Patients who have too much oxygen in their arterial blood – so called hyperoxia – after resuscitation from cardiac arrest are more apt to die than similar patient who don’t have hyperoxia. The study led by J. Hope Kilgannon of Cooper University Hospital in Camden, N.J. examined the data on 6,326 patients from 120 U.S. hospitals between 2001 and 2005.

When the heart stops, the lack of oxygen can cause brain damage. So more oxygen is always good, right?

Not always. Here's the story in The Inquirer Wednesday morning.

Patients who have too much oxygen in their arterial blood – so called hyperoxia – after resuscitation from cardiac arrest are more apt to die than similar patient who don't have hyperoxia.

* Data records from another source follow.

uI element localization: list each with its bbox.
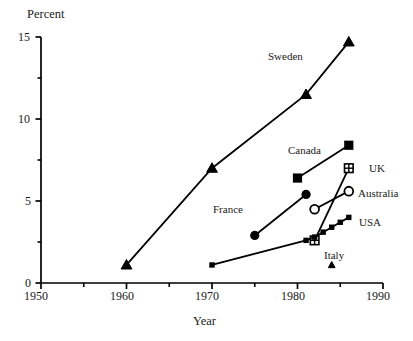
y-tick-label-0: 0 [25, 277, 31, 289]
series-label-italy: Italy [324, 250, 344, 261]
series-canada-marker [293, 173, 302, 182]
series-usa-marker [320, 229, 325, 234]
series-sweden-marker [343, 37, 354, 46]
series-france-marker [301, 190, 310, 199]
series-australia-marker [344, 187, 353, 196]
x-tick-label-1960: 1960 [110, 290, 134, 302]
y-axis-title: Percent [27, 8, 64, 21]
series-label-france: France [213, 204, 243, 215]
axis-spines [41, 37, 383, 283]
y-tick-label-10: 10 [18, 113, 30, 125]
series-italy-marker [328, 262, 335, 268]
series-australia-marker [310, 205, 319, 214]
y-tick-label-5: 5 [25, 195, 31, 207]
x-tick-label-1990: 1990 [366, 290, 390, 302]
y-tick-label-15: 15 [18, 31, 30, 43]
x-tick-label-1950: 1950 [24, 290, 48, 302]
series-usa-marker [303, 238, 308, 243]
x-axis-title: Year [193, 315, 216, 328]
x-tick-label-1980: 1980 [281, 290, 305, 302]
series-usa-marker [209, 262, 214, 267]
chart-container: Percent Year 15 10 5 0 1950 1960 1970 19… [0, 0, 413, 341]
series-usa-marker [329, 225, 334, 230]
series-label-usa: USA [359, 217, 381, 228]
series-label-uk: UK [369, 163, 385, 174]
series-label-sweden: Sweden [268, 51, 303, 62]
series-usa-marker [338, 220, 343, 225]
series-australia-line [315, 191, 349, 209]
x-tick-label-1970: 1970 [195, 290, 219, 302]
series-label-australia: Australia [358, 188, 398, 199]
series-usa-marker [346, 215, 351, 220]
series-france-marker [250, 231, 259, 240]
series-usa-marker [312, 234, 317, 239]
series-canada-marker [344, 141, 353, 150]
series-france-line [255, 194, 306, 235]
series-label-canada: Canada [288, 145, 321, 156]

The study led by J. Hope Kilgannon of Cooper University Hospital in Camden, N.J. examined the data on 6,326 patients from 120 U.S. hospitals between 2001 and 2005.

Kilgannon and her colleagues found that the 1,156 patients with hyperoxia (18 percent of the total) were significantly more likely to die in the hospital than those with low or normal oxygen levels in their blood.

Getting too much oxygen "was found to be a significant predictor of in-hospital death," the authors wrote in their study which will appear in the Journal of the American Medical Association on Tuesday.

The researchers also found that among those cardiac arrest patients who survived their hospital stay, those with normal blood oxygen levels were more likely to have "independent functional status" compared with those who had hyperoxia.